The Skeleton Road by Val McDermid

I’ve got some Scottish writers I enjoy reading, like Michel Faber and Denise Mina, and am on the lookout for more. I am new to Val Mc Dermid. I’ve seen some of the PBS series Wire in the Blood,  but knew this was a stand alone book, so I didn’t know what to expect from this novel.

The story moves from Edinburgh, to Oxford and Croatia,  and involves serveral different points of view. There are two investigations: one conducted by Scottish police into the murder of a man whose skeleton are found in a turreted nook on the roof of a condemned building and the other conducted by two ill-equipped International Criminal Tribunal for the Former Yugoslavia (ICTY) lawyers, who are trying to discover who is responsible for a security leak that has led to the execution-style murders of a number of war criminals. These two investigations are related, and are woven in with the memories of an Oxford academic who lived through the siege of Dubrovnik during the Croatian War of Independence. While I enjoyed the sections with DCI Karen Pirie and her subordinate “Mint” (though really, her friend the forensic anthropologist is called Dr. River Wilde? Yeesh) as pure procedural , the part about the lawyers dragged for me.
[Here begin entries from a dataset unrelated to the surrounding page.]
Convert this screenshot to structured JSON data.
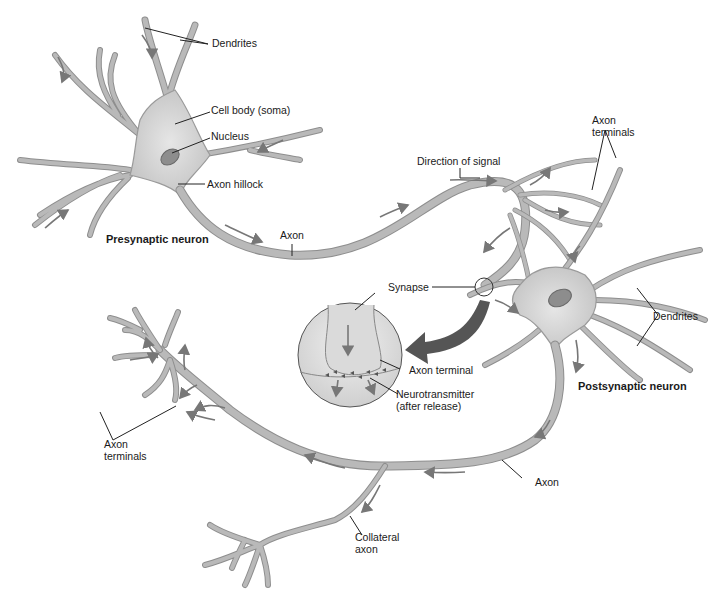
{
  "diagram": {
    "colors": {
      "neuron_fill": "#d4d4d4",
      "neuron_edge": "#8e8e8e",
      "arrow": "#777777",
      "callout_arrow": "#555555",
      "text": "#1a1a1a",
      "background": "#ffffff"
    },
    "labels": {
      "dendrites_top": "Dendrites",
      "cell_body": "Cell body (soma)",
      "nucleus": "Nucleus",
      "axon_hillock": "Axon hillock",
      "presynaptic_neuron": "Presynaptic neuron",
      "axon_top": "Axon",
      "direction_of_signal": "Direction of signal",
      "axon_terminals_top": "Axon\nterminals",
      "synapse": "Synapse",
      "axon_terminal_inset": "Axon terminal",
      "neurotransmitter": "Neurotransmitter\n(after release)",
      "dendrites_right": "Dendrites",
      "postsynaptic_neuron": "Postsynaptic neuron",
      "axon_bottom": "Axon",
      "axon_terminals_left": "Axon\nterminals",
      "collateral_axon": "Collateral\naxon"
    },
    "structures": [
      {
        "name": "presynaptic-neuron",
        "parts": [
          "dendrites",
          "cell body (soma)",
          "nucleus",
          "axon hillock",
          "axon",
          "axon terminals"
        ]
      },
      {
        "name": "synapse-inset",
        "parts": [
          "axon terminal",
          "neurotransmitter (after release)"
        ]
      },
      {
        "name": "postsynaptic-neuron",
        "parts": [
          "dendrites",
          "cell body",
          "axon",
          "collateral axon",
          "axon terminals"
        ]
      }
    ]
  }
}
Maggie Blakes remembrances of her time in Dubrovnik, though, were rather compelling and just plain horrific at times. These three threads didn’t always gel for me, like they were three different endeavors mashed together. But overall it was a decent effort.  I listened to the audiobook and for the most part enjoyed the different accents and idioms, just had to back track a few times through particularly thick brogues.